Product
Player
Question
Hi all.
I’ve recently taken part in the development of a small media service, that includes a full implementation of:
- Bitmovin Player
- BuyDRM MultiDRM
- Wowza Media Server
During the testing phase of this infrastructure and software configuration, we encountered a rather interesting issue regarding the playback of 1080i (interlaced video) content.
We have observed the following:
- 1080i content is playable on all tested platforms with DRM disabled.
- 1080i content is only playable on Android devices with DRM enabled.
EDIT: This is only true for Widevine DRM (see replies)
Our test setup:
- Latest Edge & Chrome browsers on Windows 10
- Playready and Widevine DRMs
- Android mobile devices with versions 10-13
- Dash & HLS playback was tested
The playback of DRM protected content on Windows 10 does not explicitly fail. The player begins to buffer, loading chunks and initializing the DRM system, however a “waiting for key” message is repeatedly logged to the browser console (debug logging enabled) by the Bitmovin player.
After a few minutes of buffering the player begins to play audio, but no video (black screen).
This issue only reproduces on Windows 10, but we believe this issue is somehow related to the DRM implementation, so all modern versions of Windows are probably affected. Browsers use a software based DRM system for content protection, while Android devices might be capable of providing more robust (or at least differently implemented) solutions.
We are unsure if this is an issue with Bitmovin player itself. We have tested other players and the issues has reproduced (dash.js). This means we are most likely dealing with either a limitation of the software based DRM solution in the Browser or bug in it. However, we were advised by Bitmovin support to write to this community page about this to allow for a public discussion and sharing of information regarding this issue. We agreed as this issue has been hardly discussed publicly on the internet.
Our solution to this issue was to transcode our large catalogue of 1080i content to 1080p, which was luckily not that costly thanks to AWS Elemental MediaConvert.
Regardless of that I want to invite you all to discuss this issue and especially to find the true root cause of this undocumented (?) behavior / bug.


■ **What to work on**
Report only the number of lines in this material that include "blood".
___
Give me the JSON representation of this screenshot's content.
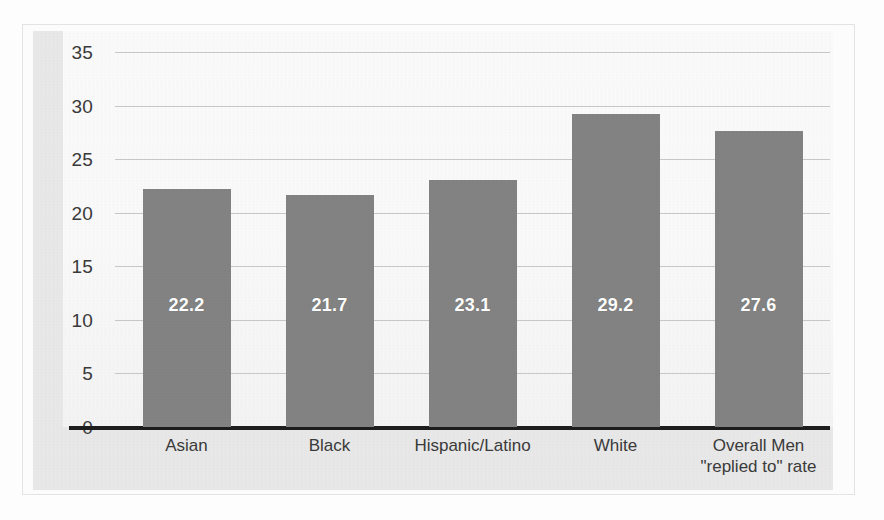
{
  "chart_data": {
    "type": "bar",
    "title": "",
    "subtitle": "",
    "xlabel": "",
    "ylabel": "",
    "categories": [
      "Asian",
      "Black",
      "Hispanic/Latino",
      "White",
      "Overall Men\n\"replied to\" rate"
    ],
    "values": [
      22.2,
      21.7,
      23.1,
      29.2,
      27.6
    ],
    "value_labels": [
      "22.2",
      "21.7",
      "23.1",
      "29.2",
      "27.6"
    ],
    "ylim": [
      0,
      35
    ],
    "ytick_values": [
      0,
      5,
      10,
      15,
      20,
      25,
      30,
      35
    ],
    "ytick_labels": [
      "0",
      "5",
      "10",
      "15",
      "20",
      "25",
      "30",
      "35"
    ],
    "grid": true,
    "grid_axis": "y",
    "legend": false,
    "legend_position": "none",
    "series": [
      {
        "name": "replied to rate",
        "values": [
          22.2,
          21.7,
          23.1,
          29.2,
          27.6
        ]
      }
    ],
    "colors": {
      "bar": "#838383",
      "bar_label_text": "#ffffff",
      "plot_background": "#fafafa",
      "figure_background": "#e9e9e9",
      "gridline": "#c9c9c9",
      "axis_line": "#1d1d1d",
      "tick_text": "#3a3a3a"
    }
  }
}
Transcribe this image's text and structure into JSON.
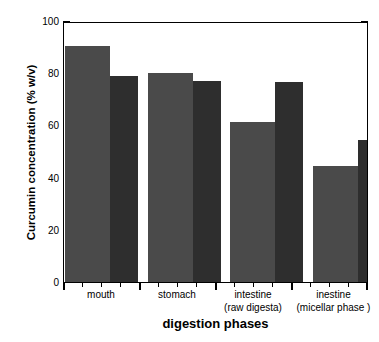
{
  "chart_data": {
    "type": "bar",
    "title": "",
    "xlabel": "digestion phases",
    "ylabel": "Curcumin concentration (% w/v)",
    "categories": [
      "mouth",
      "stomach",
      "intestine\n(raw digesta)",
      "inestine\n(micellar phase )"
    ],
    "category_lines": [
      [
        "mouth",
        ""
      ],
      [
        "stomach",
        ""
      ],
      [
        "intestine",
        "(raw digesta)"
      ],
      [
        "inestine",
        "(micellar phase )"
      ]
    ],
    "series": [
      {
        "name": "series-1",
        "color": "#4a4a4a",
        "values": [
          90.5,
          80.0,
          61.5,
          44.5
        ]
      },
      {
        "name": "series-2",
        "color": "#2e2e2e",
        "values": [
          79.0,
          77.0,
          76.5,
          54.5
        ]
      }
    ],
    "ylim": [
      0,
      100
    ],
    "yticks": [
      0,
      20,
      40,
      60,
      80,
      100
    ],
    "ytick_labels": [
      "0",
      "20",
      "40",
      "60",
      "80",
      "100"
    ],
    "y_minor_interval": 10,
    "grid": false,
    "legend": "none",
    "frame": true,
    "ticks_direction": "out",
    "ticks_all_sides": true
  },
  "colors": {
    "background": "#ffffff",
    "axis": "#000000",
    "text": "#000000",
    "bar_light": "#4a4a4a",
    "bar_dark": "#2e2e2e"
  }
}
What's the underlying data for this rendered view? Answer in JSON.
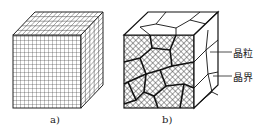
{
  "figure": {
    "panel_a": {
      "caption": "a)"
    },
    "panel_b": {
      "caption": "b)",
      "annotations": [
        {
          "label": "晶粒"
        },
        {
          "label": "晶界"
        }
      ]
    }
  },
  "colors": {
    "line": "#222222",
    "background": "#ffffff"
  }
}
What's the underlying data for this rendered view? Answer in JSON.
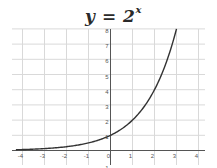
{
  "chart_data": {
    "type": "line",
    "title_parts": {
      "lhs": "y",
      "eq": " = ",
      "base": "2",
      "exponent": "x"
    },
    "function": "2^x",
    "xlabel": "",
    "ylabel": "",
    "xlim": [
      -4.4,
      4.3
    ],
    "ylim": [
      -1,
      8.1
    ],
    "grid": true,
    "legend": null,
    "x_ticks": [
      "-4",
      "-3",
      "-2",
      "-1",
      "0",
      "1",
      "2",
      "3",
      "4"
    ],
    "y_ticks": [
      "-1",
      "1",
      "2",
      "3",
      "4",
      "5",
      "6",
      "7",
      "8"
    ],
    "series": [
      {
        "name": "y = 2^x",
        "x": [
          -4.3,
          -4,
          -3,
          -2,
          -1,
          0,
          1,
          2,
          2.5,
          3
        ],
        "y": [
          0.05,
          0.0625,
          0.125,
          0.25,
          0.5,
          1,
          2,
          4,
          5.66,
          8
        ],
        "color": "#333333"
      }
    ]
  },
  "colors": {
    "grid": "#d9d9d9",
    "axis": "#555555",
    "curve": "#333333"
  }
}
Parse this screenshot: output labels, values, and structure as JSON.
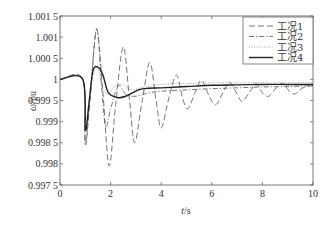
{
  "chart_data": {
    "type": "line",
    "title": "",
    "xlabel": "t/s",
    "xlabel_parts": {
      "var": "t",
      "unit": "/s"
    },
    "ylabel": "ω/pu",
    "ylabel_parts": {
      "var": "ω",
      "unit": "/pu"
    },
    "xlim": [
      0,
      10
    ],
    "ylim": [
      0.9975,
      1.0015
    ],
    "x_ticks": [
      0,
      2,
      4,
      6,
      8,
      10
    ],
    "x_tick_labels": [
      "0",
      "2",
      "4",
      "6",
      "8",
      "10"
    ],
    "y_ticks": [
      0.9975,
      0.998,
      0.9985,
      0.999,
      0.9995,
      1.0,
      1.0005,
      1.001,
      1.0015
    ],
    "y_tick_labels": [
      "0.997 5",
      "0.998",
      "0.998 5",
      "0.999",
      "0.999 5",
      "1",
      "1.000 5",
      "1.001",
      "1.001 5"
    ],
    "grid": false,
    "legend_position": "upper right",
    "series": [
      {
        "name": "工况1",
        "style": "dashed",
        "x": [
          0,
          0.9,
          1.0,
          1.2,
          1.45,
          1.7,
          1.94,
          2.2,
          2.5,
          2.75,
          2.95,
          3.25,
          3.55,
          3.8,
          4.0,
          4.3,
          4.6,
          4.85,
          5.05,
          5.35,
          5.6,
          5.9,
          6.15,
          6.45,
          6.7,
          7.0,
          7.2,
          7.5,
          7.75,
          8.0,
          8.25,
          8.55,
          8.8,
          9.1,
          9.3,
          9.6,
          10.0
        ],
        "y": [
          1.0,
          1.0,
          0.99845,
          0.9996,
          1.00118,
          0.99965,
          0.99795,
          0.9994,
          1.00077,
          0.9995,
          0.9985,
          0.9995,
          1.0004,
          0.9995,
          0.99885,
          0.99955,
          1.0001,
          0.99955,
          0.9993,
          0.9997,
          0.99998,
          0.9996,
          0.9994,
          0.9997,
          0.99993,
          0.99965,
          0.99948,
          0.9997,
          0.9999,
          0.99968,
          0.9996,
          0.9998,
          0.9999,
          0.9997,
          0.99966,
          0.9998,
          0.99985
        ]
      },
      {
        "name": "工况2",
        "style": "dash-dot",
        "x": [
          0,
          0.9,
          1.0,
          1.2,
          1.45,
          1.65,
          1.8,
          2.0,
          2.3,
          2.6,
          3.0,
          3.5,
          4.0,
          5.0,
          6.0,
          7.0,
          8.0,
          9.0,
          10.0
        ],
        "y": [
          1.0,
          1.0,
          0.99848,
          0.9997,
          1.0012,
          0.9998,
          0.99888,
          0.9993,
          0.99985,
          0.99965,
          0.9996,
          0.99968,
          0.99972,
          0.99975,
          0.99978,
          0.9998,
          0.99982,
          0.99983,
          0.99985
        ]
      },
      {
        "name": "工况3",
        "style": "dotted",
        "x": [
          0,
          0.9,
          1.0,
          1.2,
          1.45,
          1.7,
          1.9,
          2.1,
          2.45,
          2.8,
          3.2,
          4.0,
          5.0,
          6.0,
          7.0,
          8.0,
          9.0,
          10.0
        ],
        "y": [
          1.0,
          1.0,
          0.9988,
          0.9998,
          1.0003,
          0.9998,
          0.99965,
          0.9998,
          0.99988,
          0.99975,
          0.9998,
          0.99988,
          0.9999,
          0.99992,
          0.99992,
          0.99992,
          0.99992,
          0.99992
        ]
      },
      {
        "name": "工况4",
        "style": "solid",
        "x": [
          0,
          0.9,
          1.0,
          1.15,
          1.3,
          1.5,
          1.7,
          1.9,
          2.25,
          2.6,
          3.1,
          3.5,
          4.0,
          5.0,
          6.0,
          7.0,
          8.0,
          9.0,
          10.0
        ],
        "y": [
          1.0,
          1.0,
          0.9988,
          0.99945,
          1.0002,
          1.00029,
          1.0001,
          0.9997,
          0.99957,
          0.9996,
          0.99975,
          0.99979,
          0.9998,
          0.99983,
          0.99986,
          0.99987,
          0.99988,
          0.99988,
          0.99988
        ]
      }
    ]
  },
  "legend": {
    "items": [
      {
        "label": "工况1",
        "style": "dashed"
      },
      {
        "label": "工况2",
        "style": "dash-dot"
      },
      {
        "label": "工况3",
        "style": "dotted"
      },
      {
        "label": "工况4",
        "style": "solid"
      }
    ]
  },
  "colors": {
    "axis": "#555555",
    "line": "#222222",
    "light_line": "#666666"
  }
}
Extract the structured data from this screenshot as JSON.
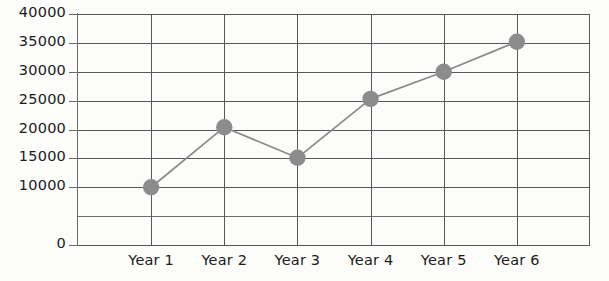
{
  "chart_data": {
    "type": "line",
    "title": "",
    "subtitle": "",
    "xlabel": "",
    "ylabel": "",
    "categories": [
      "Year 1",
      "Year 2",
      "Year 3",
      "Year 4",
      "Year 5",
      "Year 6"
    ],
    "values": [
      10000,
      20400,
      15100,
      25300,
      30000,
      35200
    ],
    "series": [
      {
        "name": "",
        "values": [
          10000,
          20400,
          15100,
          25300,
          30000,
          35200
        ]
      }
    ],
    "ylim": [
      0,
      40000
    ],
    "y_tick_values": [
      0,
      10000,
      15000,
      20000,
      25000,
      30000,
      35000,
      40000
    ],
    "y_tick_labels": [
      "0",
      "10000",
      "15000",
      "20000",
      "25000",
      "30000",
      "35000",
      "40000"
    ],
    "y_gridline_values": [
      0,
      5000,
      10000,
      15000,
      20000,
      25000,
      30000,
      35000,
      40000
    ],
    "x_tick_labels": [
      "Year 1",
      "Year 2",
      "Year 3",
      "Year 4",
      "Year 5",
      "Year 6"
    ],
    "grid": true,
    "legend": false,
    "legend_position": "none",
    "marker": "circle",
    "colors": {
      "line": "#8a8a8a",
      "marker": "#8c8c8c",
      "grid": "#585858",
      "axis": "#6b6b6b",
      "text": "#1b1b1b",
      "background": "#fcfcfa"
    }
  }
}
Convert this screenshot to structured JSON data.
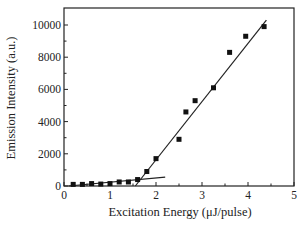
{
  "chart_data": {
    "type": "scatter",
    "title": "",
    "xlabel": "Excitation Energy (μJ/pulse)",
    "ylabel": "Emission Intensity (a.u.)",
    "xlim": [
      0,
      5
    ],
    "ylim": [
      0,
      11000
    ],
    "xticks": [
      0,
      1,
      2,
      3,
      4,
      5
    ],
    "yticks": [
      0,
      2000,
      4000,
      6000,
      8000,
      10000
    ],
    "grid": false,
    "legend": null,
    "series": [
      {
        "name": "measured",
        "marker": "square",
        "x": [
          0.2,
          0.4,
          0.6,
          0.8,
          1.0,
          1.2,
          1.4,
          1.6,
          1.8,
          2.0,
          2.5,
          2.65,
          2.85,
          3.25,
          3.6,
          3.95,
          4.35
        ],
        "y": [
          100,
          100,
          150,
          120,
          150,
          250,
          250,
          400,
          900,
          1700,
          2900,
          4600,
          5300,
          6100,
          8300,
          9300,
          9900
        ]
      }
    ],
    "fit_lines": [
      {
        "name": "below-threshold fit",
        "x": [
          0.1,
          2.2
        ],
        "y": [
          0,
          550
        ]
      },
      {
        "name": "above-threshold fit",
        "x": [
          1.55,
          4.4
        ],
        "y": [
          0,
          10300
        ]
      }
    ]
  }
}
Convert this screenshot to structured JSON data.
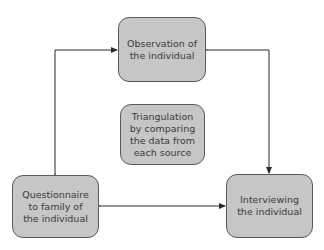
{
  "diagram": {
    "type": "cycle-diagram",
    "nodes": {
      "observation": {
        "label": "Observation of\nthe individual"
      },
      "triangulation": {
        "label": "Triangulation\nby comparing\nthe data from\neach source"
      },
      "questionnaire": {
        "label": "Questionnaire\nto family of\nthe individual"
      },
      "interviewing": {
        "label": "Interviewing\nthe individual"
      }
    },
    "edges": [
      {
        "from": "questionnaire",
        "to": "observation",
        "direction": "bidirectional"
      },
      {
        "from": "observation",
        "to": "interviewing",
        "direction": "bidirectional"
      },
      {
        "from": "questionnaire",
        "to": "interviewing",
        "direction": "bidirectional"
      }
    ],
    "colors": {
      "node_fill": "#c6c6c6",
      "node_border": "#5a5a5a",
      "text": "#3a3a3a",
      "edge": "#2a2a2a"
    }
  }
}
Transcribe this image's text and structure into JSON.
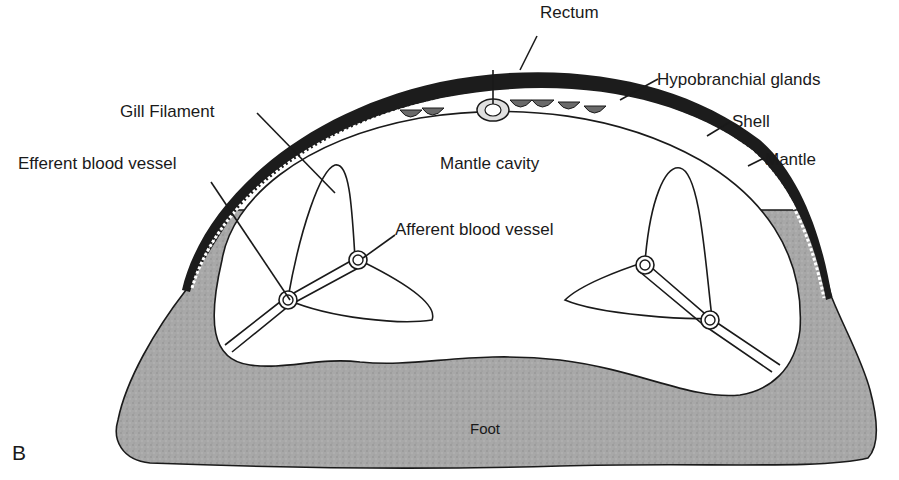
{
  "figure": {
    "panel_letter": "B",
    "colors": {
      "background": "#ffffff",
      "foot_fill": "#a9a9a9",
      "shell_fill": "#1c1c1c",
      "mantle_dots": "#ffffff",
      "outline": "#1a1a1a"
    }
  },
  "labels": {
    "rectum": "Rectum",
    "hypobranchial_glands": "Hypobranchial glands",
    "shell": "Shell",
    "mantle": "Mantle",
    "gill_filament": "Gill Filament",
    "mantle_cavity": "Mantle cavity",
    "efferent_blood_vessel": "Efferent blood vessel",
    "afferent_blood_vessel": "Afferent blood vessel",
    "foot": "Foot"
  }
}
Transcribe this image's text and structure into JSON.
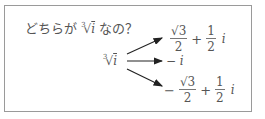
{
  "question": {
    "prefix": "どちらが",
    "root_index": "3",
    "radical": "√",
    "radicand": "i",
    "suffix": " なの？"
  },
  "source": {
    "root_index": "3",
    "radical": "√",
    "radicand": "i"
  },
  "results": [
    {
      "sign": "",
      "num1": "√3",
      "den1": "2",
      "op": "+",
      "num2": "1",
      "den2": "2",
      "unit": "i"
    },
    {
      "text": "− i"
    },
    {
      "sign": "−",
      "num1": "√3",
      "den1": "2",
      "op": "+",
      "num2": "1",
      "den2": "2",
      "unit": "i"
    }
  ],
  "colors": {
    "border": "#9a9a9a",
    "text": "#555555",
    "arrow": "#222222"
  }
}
___
■ **Expected output**
2